Monday, March 4, 2013

Via the Heimlich Archives, letters documenting my father being fired from Jewish Hospital in 1977

As I reported last week, a recent Heimlich Institute press release opened the door to one of the nastiest skeletons in my father's closet, his relationships with a string of doctors who lost their licenses for extreme over-prescribing of narcotics, two of whom did jail stretches.

Melinda Zemper (source)

Now Melinda Zemper of Oak (who does PR for the Heimlich Institute), my father, and Patrick Ward of Deaconess Associations (the parent company of the Heimlich Institute), have again handed me an opportunity to report about another of my father's most closely-held secrets.

A couple year ago, my father and Ward donated my father's archives to the University of Cincinnati Medical School library:


A couple weeks ago, Ms. Zemper issued another Heimlich Institute press release, this one promoting "Heimlich Heroes," a first aid training program being conducted in Ohio schools by the Heimlich Institute.

What interested me was the accompanying photo:


It's the white lab coat.

It's been over 35 years since my father had a reason to wear one in a professional capacity.

Via Radar magazine:
(In the mid-1970s, Dr.) Heimlich's career as a surgeon was drawing to an ignominious close. There had been at least one incident when he passed out at the operating table, leaving another surgeon to finish the job. Heimlich was having trouble obtaining malpractice insurance, Peter (Heimlich) claims, and his personality hadn't endeared him to the rest of the Jewish Hospital staff. In 1976 he left the hospital.
Two corrections, courtesy of documents from the Heimlich Archives.

First, the year my father left Jewish Hospital was 1977.

Second, he didn't just leave. He got canned.




57 years old at the time, my father quit practicing surgery, never again maintained a medical practice, and spent the rest of his career as a celebrity doctor.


• What is being asked: Give the listing below again in full, exactly as written.
[Opening Listed records section]
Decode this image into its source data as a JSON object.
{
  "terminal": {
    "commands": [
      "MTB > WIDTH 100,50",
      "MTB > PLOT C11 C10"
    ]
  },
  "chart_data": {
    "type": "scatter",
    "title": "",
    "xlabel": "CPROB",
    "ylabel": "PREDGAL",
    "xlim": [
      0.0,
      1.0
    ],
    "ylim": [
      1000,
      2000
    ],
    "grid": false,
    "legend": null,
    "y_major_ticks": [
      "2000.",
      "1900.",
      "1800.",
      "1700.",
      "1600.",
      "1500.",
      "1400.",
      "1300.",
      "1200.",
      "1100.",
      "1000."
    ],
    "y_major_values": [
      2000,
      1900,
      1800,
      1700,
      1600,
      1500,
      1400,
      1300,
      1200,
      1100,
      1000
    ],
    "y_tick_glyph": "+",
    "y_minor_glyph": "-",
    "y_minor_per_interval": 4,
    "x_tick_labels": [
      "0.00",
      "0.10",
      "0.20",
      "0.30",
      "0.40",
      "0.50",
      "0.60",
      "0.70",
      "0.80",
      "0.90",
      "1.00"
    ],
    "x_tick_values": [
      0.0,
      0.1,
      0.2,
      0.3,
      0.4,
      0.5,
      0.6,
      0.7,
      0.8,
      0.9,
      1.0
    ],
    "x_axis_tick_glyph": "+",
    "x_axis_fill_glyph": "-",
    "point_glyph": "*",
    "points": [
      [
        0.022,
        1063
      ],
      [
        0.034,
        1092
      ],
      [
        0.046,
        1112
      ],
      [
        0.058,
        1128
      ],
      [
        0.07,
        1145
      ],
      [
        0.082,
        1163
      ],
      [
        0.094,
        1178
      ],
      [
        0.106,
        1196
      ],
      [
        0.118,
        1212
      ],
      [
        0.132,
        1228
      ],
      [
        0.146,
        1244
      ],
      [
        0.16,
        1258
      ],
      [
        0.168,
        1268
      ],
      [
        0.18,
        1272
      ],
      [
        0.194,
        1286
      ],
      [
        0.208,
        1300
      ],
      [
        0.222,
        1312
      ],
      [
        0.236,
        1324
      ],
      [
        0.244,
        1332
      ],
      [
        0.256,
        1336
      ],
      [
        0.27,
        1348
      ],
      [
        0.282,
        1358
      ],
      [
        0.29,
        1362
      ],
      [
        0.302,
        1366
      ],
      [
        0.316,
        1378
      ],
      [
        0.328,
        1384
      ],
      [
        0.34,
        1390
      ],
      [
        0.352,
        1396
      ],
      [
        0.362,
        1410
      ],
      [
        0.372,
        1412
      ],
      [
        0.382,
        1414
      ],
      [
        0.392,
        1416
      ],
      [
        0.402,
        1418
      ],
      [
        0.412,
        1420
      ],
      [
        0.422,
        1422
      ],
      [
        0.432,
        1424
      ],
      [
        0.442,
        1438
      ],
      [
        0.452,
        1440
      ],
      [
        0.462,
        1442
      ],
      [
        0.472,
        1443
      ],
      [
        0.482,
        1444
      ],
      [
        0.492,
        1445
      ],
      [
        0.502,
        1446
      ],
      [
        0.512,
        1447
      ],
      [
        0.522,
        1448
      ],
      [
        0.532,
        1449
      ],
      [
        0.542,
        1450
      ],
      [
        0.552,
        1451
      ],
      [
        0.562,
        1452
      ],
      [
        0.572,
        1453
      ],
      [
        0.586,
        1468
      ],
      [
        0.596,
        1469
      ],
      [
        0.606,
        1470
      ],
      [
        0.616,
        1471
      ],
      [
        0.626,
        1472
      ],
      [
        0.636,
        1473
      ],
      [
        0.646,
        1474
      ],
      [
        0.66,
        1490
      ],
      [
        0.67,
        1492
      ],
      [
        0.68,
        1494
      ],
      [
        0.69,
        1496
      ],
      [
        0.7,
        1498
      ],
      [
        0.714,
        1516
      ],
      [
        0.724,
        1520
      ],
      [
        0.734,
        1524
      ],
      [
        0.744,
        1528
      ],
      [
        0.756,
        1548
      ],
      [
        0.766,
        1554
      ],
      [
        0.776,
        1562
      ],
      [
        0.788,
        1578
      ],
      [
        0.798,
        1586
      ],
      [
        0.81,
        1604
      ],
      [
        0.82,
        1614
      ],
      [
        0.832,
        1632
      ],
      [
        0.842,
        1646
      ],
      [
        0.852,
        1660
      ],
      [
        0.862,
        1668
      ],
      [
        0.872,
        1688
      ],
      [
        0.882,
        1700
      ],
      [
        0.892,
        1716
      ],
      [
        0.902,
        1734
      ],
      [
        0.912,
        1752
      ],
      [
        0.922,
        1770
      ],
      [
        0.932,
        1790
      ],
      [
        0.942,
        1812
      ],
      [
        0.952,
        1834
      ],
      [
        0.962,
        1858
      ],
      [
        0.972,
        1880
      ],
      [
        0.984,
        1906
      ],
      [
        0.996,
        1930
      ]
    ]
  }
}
[Closing Listed records section]
• Problem solution:
Decode this image into its source data as a JSON object.
{
  "terminal": {
    "commands": [
      "MTB > WIDTH 100,50",
      "MTB > PLOT C11 C10"
    ]
  },
  "chart_data": {
    "type": "scatter",
    "title": "",
    "xlabel": "CPROB",
    "ylabel": "PREDGAL",
    "xlim": [
      0.0,
      1.0
    ],
    "ylim": [
      1000,
      2000
    ],
    "grid": false,
    "legend": null,
    "y_major_ticks": [
      "2000.",
      "1900.",
      "1800.",
      "1700.",
      "1600.",
      "1500.",
      "1400.",
      "1300.",
      "1200.",
      "1100.",
      "1000."
    ],
    "y_major_values": [
      2000,
      1900,
      1800,
      1700,
      1600,
      1500,
      1400,
      1300,
      1200,
      1100,
      1000
    ],
    "y_tick_glyph": "+",
    "y_minor_glyph": "-",
    "y_minor_per_interval": 4,
    "x_tick_labels": [
      "0.00",
      "0.10",
      "0.20",
      "0.30",
      "0.40",
      "0.50",
      "0.60",
      "0.70",
      "0.80",
      "0.90",
      "1.00"
    ],
    "x_tick_values": [
      0.0,
      0.1,
      0.2,
      0.3,
      0.4,
      0.5,
      0.6,
      0.7,
      0.8,
      0.9,
      1.0
    ],
    "x_axis_tick_glyph": "+",
    "x_axis_fill_glyph": "-",
    "point_glyph": "*",
    "points": [
      [
        0.022,
        1063
      ],
      [
        0.034,
        1092
      ],
      [
        0.046,
        1112
      ],
      [
        0.058,
        1128
      ],
      [
        0.07,
        1145
      ],
      [
        0.082,
        1163
      ],
      [
        0.094,
        1178
      ],
      [
        0.106,
        1196
      ],
      [
        0.118,
        1212
      ],
      [
        0.132,
        1228
      ],
      [
        0.146,
        1244
      ],
      [
        0.16,
        1258
      ],
      [
        0.168,
        1268
      ],
      [
        0.18,
        1272
      ],
      [
        0.194,
        1286
      ],
      [
        0.208,
        1300
      ],
      [
        0.222,
        1312
      ],
      [
        0.236,
        1324
      ],
      [
        0.244,
        1332
      ],
      [
        0.256,
        1336
      ],
      [
        0.27,
        1348
      ],
      [
        0.282,
        1358
      ],
      [
        0.29,
        1362
      ],
      [
        0.302,
        1366
      ],
      [
        0.316,
        1378
      ],
      [
        0.328,
        1384
      ],
      [
        0.34,
        1390
      ],
      [
        0.352,
        1396
      ],
      [
        0.362,
        1410
      ],
      [
        0.372,
        1412
      ],
      [
        0.382,
        1414
      ],
      [
        0.392,
        1416
      ],
      [
        0.402,
        1418
      ],
      [
        0.412,
        1420
      ],
      [
        0.422,
        1422
      ],
      [
        0.432,
        1424
      ],
      [
        0.442,
        1438
      ],
      [
        0.452,
        1440
      ],
      [
        0.462,
        1442
      ],
      [
        0.472,
        1443
      ],
      [
        0.482,
        1444
      ],
      [
        0.492,
        1445
      ],
      [
        0.502,
        1446
      ],
      [
        0.512,
        1447
      ],
      [
        0.522,
        1448
      ],
      [
        0.532,
        1449
      ],
      [
        0.542,
        1450
      ],
      [
        0.552,
        1451
      ],
      [
        0.562,
        1452
      ],
      [
        0.572,
        1453
      ],
      [
        0.586,
        1468
      ],
      [
        0.596,
        1469
      ],
      [
        0.606,
        1470
      ],
      [
        0.616,
        1471
      ],
      [
        0.626,
        1472
      ],
      [
        0.636,
        1473
      ],
      [
        0.646,
        1474
      ],
      [
        0.66,
        1490
      ],
      [
        0.67,
        1492
      ],
      [
        0.68,
        1494
      ],
      [
        0.69,
        1496
      ],
      [
        0.7,
        1498
      ],
      [
        0.714,
        1516
      ],
      [
        0.724,
        1520
      ],
      [
        0.734,
        1524
      ],
      [
        0.744,
        1528
      ],
      [
        0.756,
        1548
      ],
      [
        0.766,
        1554
      ],
      [
        0.776,
        1562
      ],
      [
        0.788,
        1578
      ],
      [
        0.798,
        1586
      ],
      [
        0.81,
        1604
      ],
      [
        0.82,
        1614
      ],
      [
        0.832,
        1632
      ],
      [
        0.842,
        1646
      ],
      [
        0.852,
        1660
      ],
      [
        0.862,
        1668
      ],
      [
        0.872,
        1688
      ],
      [
        0.882,
        1700
      ],
      [
        0.892,
        1716
      ],
      [
        0.902,
        1734
      ],
      [
        0.912,
        1752
      ],
      [
        0.922,
        1770
      ],
      [
        0.932,
        1790
      ],
      [
        0.942,
        1812
      ],
      [
        0.952,
        1834
      ],
      [
        0.962,
        1858
      ],
      [
        0.972,
        1880
      ],
      [
        0.984,
        1906
      ],
      [
        0.996,
        1930
      ]
    ]
  }
}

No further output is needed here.